The Great Office Supplies Caper

​Small Business and Social Media

Written by Ian M. Elliott | 3/22/16 2:42 PM

Social Media & Small Business

Old school marketing may have been expensive and the returns on investment vague but the concept was simple for everyone to understand. Create an advertisement, publish it and hope someone engages. However, times have changed and marketing of a small business value proposition to its target customers must also change.

Small business and social media cannot be avoided. To ensure a small business survives and prospers in the 21st century it must have a website that's achieved, or is on the path to achieving, sustainable organic traffic. To develop organic traffic the business leadership must finance the creation of content for the purposes of developing an audience. The content has to be interesting, relevant and valuable to the target audience before that audience will engage.

The use of social platforms is necessary for the purposes of delivering content to as wide an audience as possible and to increase the subsequent potential for building relevant traffic back to the target website. Therefore, developing expertise in the use and purpose of various social platforms is unavoidable.

Social media has become an overwhelming subject and, because of its wide scope and relative young "age", is not usually an area of expertise for small business operators. It may be tempting for a small business to jump-in and engage without a strategy or plan. However, not only can a poorly planned strategy become a cost and time sink-hole, if it's not adequately prepared and executed, it has the potential to damage the brand and identity of the business it was intended to enhance.

The Concept

Small businesses interested in developing a social strategy most likely get the basic concept that the idea is to establish networks of high quality contacts on each of the social platforms they want to develop. This network of contacts becomes the audience for the content. The more contacts the wider the audience and, the wider the audience the more likely the network continues to expand. It becomes a virtuous cycle - so long as the content is valuable, relevant and interesting.

Why not take a look at our Business Modeling Platform to see how an effective social strategy can develop web traffic and lead to new customers?

Where to Start?

Everybody has heard of the popular social platforms such as Facebook, LinkedIn, Twitter, Pinterest, Tumblr, Instagram, Google+, etc.  But, for a small business, among the biggest questions faced as a strategy is contemplated is just where to start.

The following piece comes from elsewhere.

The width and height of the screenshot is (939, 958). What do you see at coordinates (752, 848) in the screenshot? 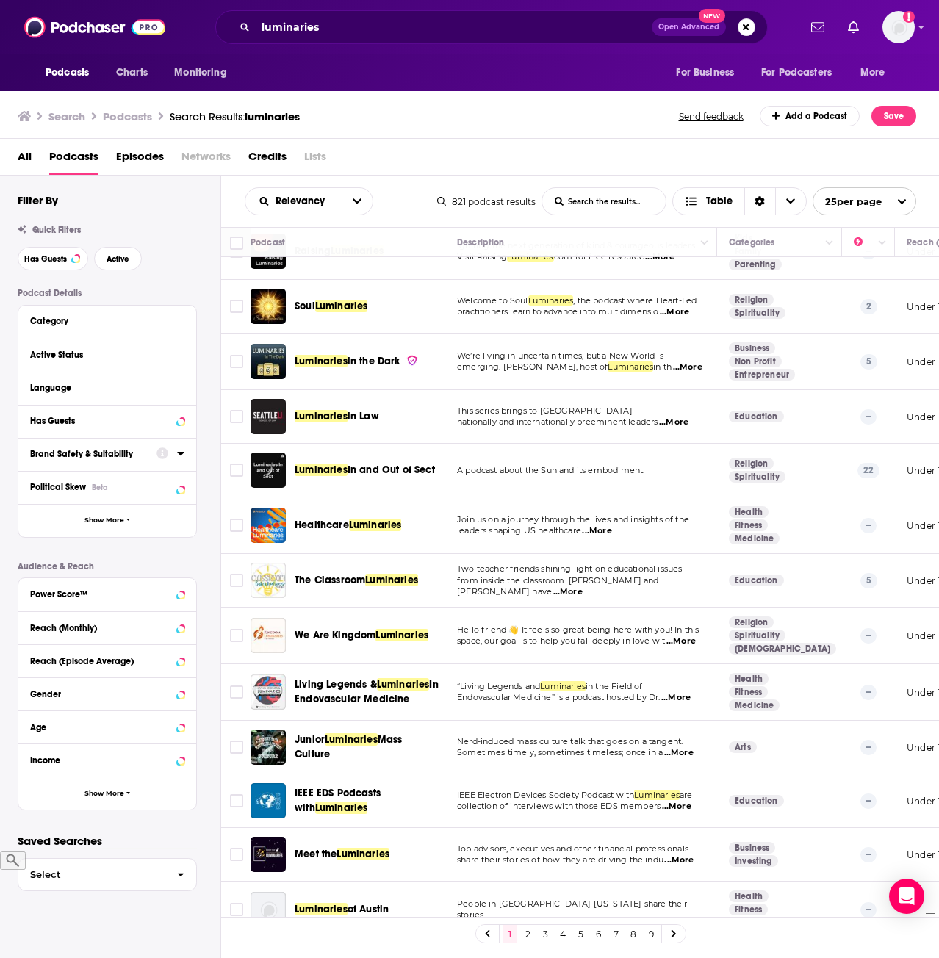
I see `a: Business` at bounding box center [752, 848].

  • What's the most important platform to use?
  • What strategy should be developed for each platform?
  • How many different social platforms need to be developed?
  • What are the usage patterns and demographics of each of the social platforms?
  • What content needs to be published?
  • How frequently should content be published? 
Depending on the nature of its business and social objectives an owner must choose where to focus efforts.

The Difficulty

Although challenging, an effective social strategy is not rocket science. The four key requirements are;

  • Creating content in which the target audience has an interest.
  • Building a relevant audience.
  • Consistently delivering high quality content over a sustained period of time.
  • Mastering the techniques for how to, when to and the frequency for, delivering content.

In the early stages of a social audience building strategy it's quite difficult to see all the indicators of progress and to stay motivated to execute the strategy. Often, a small business operator becomes disillusioned and spends less time preparing (or paying for) high quality content and the initiative stalls.

Unfortunately, there are no silver bullets - it's hard work preparing useful content and then continuing to consistently publish until it becomes an embedded component of day-to-day business operations.

The Price of Failure

With over 80% of buyers conducting research online before making a buying decision, a strong website with great content directed toward helping buyers with their research is imperative for a business to survive. However, with a billion websites existing on the Internet it's no good having great content without a strategy to develop traffic back to that content. No one will find it by accident!

Conclusions

  • Use of social media as a part of an inbound digital marketing strategy is really no more than a modernization of old-school traditional marketing efforts.
  • Old-school methods are less efficient than modern digital methods and will ultimately lead to business failure.
  • Businesses can no longer depend on the circulation or audience of third parties and must develop their own.
  • Content is "king" - no one will read or engage with poor quality, irrelevant content.
  • There are no silver-bullet solutions - it takes time to build a successful social and inbound digital strategy.
  • Small business owners must invest in content creation, audience building and engagement.

We have a focus on independent resellers in the office products industry which mostly consists of small to medium size businesses. For the most part this industry has not performed well in the field of website traffic development, social engagement or e-commerce. Why not download our free eBook on the path for a business transformation in the office products industry. Just click on the link below. 

The use of Social Media is not optional for businesses that have an interest in a long-term future!